Required action »
Write out exactly the lines below from the one containing "This screenshot has height=563, width=728." to the last, both ends kept, and nothing more; skip all pictures.

Stored items »
========

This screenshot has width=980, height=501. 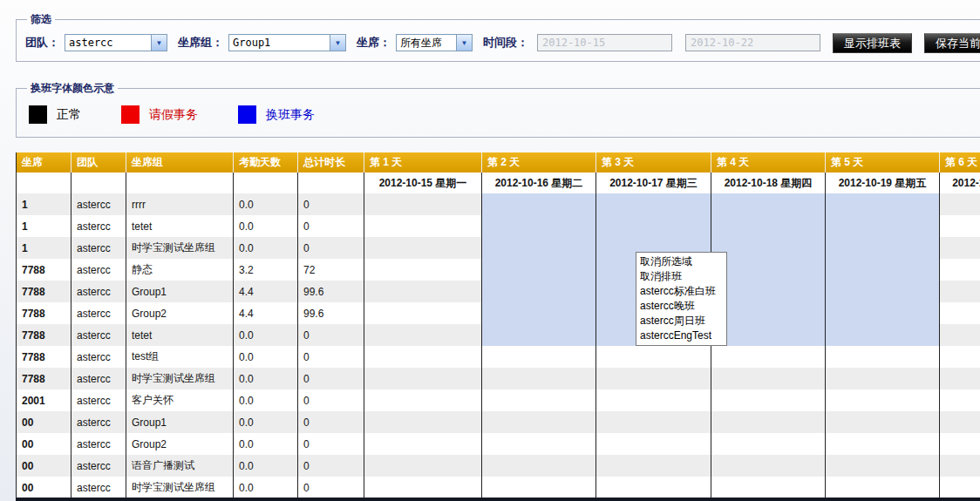 I want to click on context-menu-item: 取消所选域, so click(x=682, y=261).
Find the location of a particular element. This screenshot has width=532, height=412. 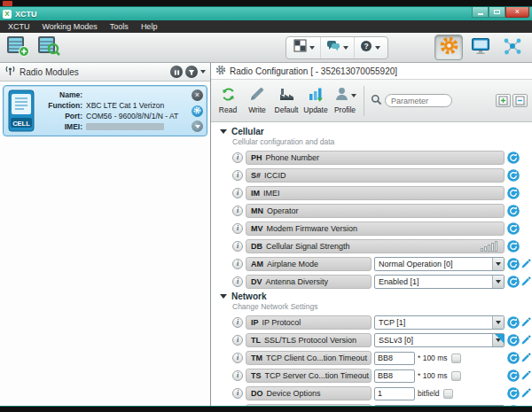

param-row-do: iDODevice Optionsbitfield is located at coordinates (381, 393).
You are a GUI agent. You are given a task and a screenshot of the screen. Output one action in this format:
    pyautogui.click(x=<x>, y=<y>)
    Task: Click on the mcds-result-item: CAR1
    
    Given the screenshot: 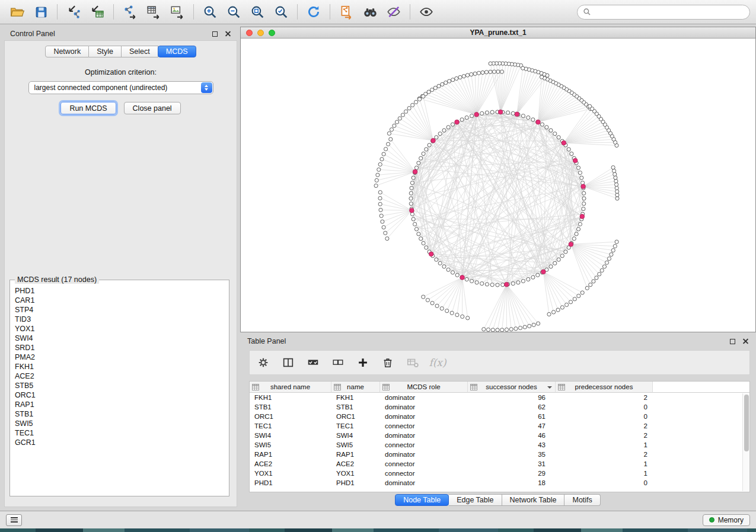 What is the action you would take?
    pyautogui.click(x=120, y=300)
    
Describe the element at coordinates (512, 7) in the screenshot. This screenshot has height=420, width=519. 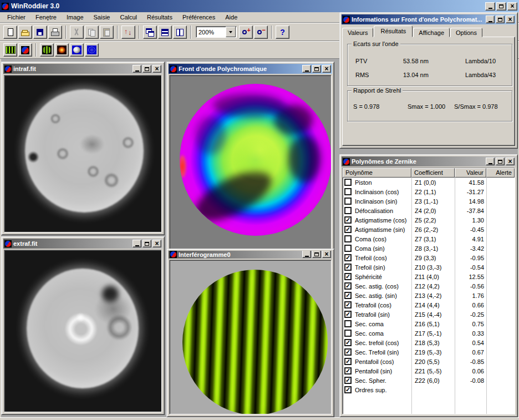
I see `main-close-button` at that location.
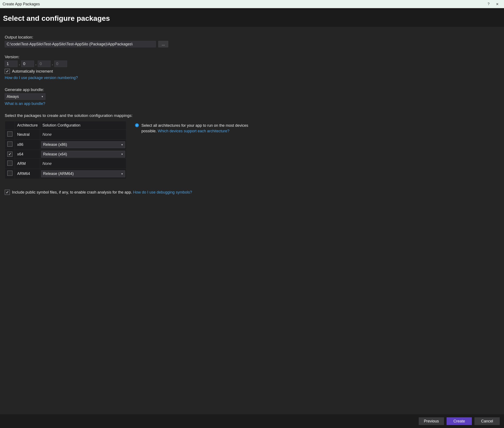 The height and width of the screenshot is (428, 504). I want to click on table-row: x86Release (x86)▼, so click(66, 145).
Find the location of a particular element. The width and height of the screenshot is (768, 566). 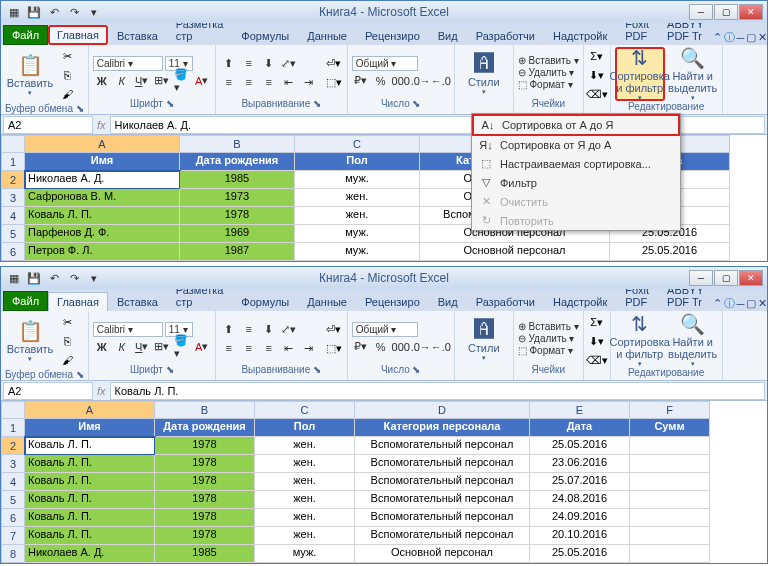

row-head-4: 4 is located at coordinates (13, 482).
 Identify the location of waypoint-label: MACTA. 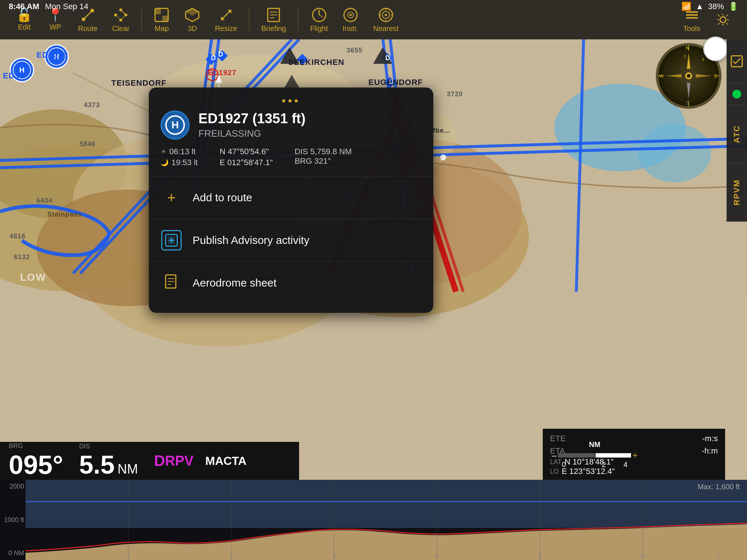
(226, 461).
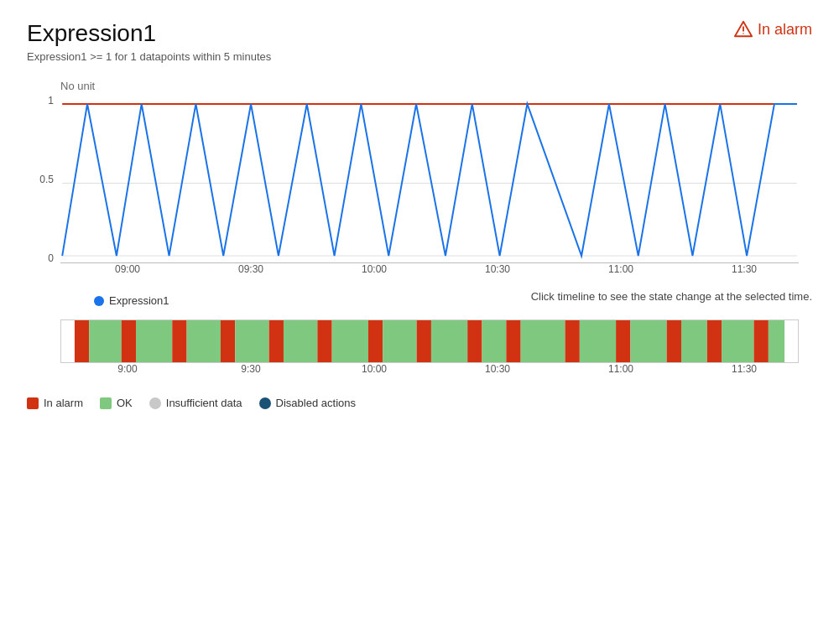  What do you see at coordinates (436, 86) in the screenshot?
I see `chart-y-label: No unit` at bounding box center [436, 86].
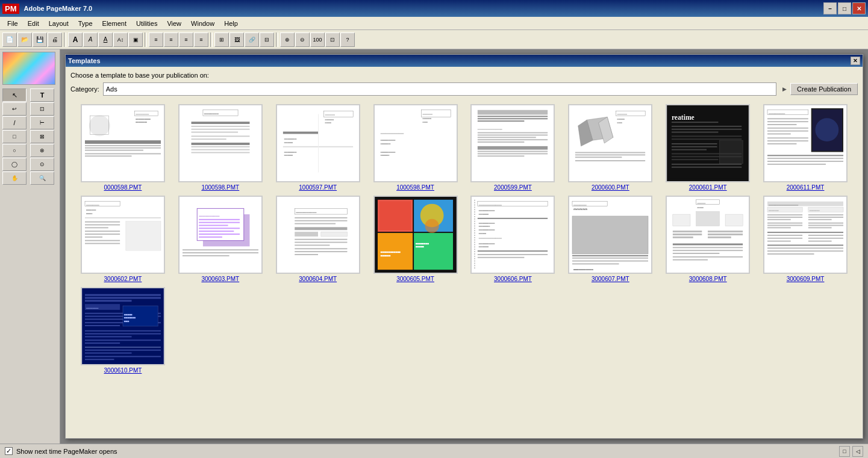  Describe the element at coordinates (318, 279) in the screenshot. I see `template-name: 3000604.PMT` at that location.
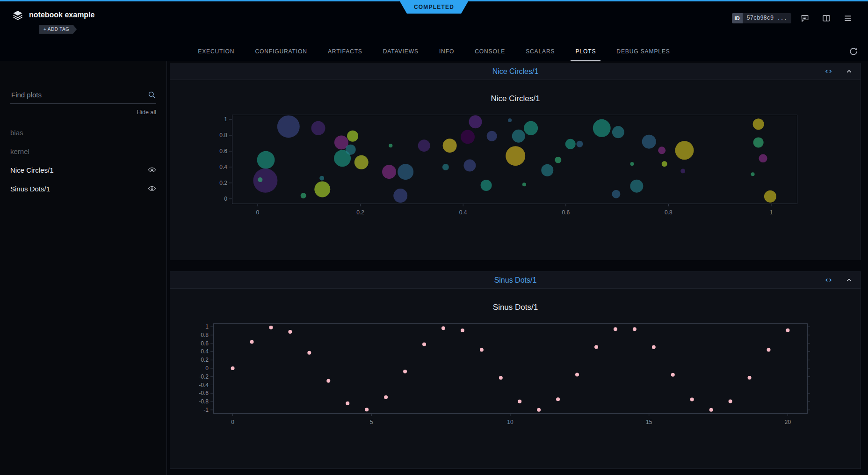 The width and height of the screenshot is (868, 475). Describe the element at coordinates (204, 402) in the screenshot. I see `svg-text: -0.8` at that location.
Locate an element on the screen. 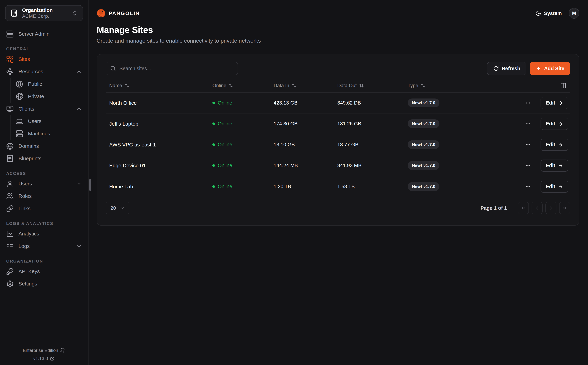  column-header-data-out: Data Out is located at coordinates (372, 85).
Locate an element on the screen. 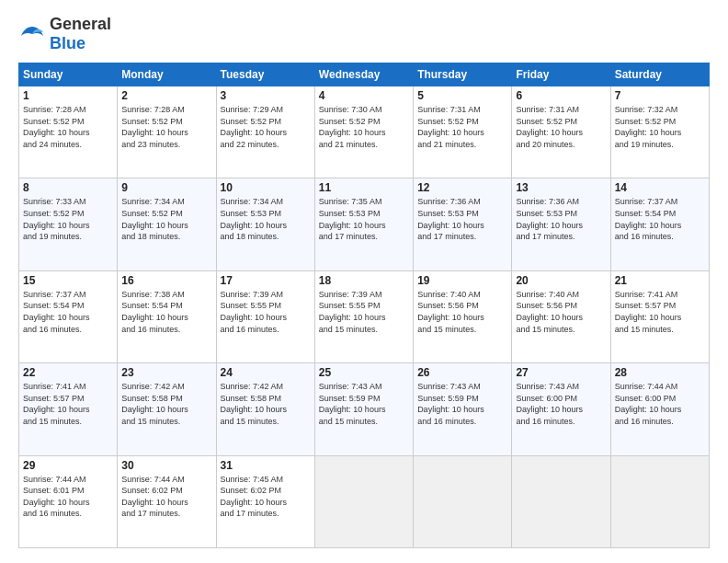  day-info: Sunrise: 7:45 AM Sunset: 6:02 PM Dayligh… is located at coordinates (266, 497).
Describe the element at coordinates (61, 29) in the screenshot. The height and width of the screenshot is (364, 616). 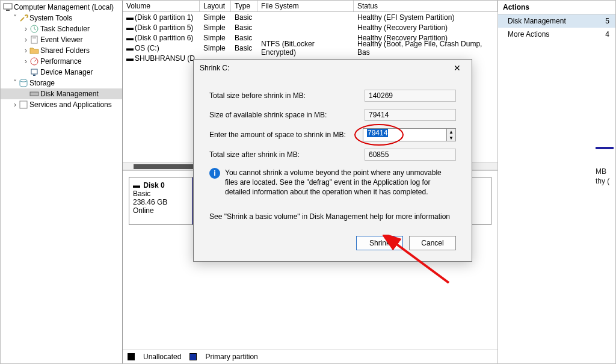
I see `tree-task-scheduler: › Task Scheduler` at that location.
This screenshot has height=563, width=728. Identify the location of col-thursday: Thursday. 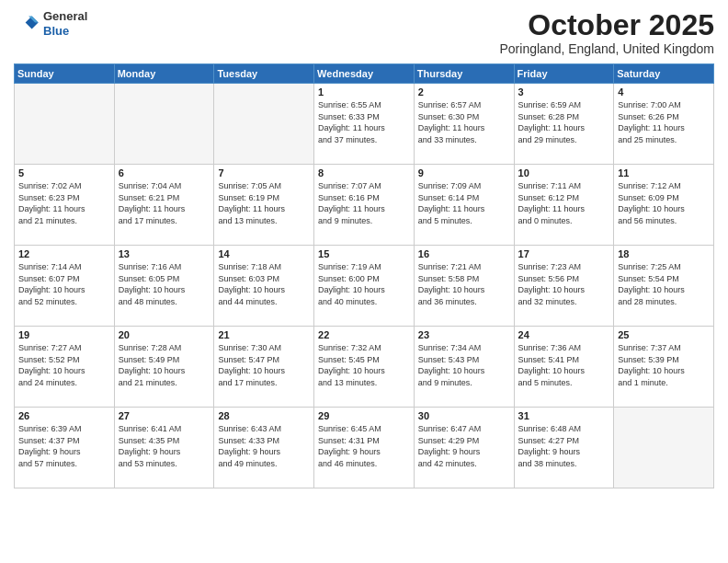
(463, 74).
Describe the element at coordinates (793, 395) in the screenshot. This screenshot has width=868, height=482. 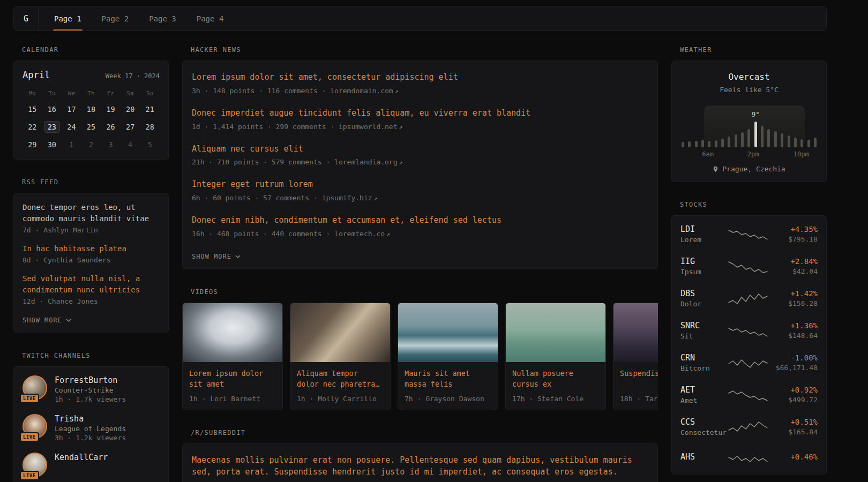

========

Completed exercise »
This screenshot has height=563, width=728. Identify the location of col-thursday: Thursday. 
(463, 74).
Describe the element at coordinates (793, 395) in the screenshot. This screenshot has width=868, height=482. 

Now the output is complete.